On Ananova
Quote:
Asteroid could wipe out a continent in 2019
Astronomers have found an asteroid that appears to be on a collision course with Earth.
It has been described as the most threatening object yet detected in space.
A preliminary orbit suggests that 2002 NT7 could strike the planet on February 1, 2019.
The BBC reports astronomers have given NT7 a threat rating on the Palermo technical scale of 0.06, making it the first object to be given a positive value.
Although they say it merits attention, they expect more observations to show it is not on an Earth-intersecting trajectory.
The asteroid is estimated to be about two kilometres wide, large enough to cause continent-wide devastation on Earth.
It was first seen on the night of July 5 by the Linear Observatory's automated sky survey programme in New Mexico.

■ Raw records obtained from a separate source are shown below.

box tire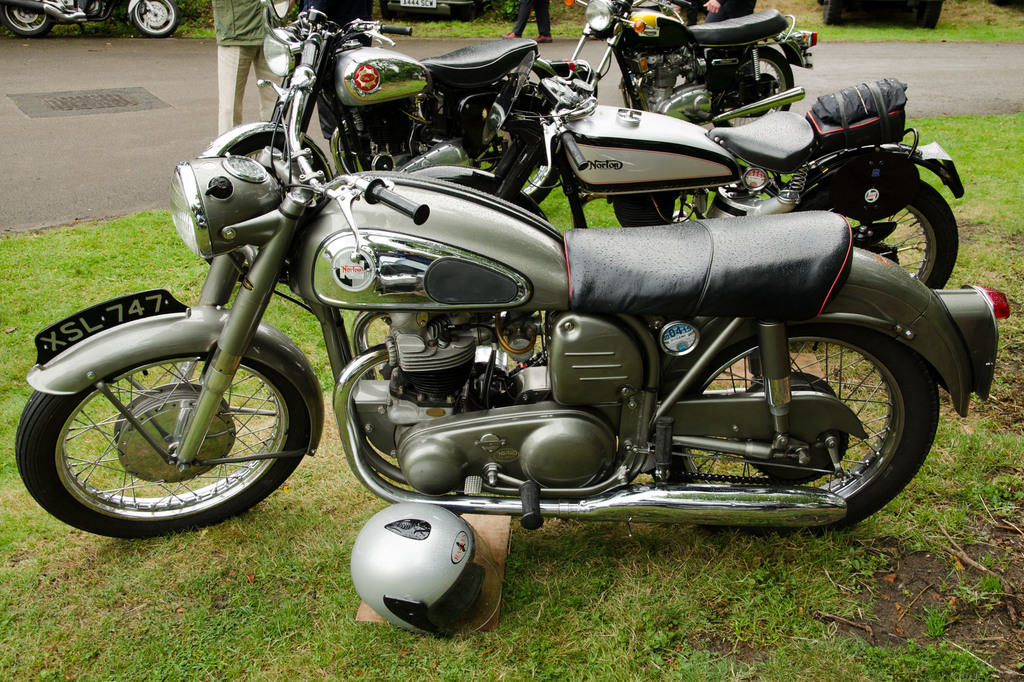
0/3/57/38
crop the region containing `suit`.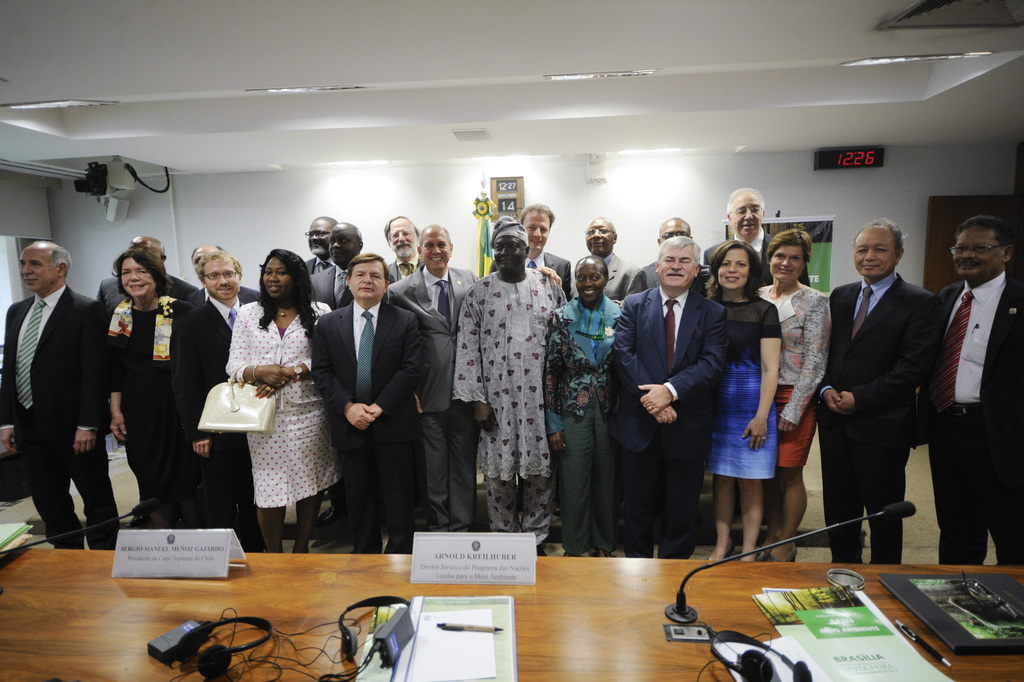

Dr Benny Peiser, of Liverpool John Moores University, told BBC News Online: "This asteroid has now become the most threatening object in the short history of asteroid detection."
But he added: "This unique event should not diminish the fact that additional observations in coming weeks will almost certainly - we hope - eliminate the current threat."
Dr Donald Yeomans, from the US space agency's (Nasa) Jet Propulsion Laboratory in California, said: "The error in our knowledge of where NT7 will be on February 1, 2019, is large, several tens of millions of kilometres."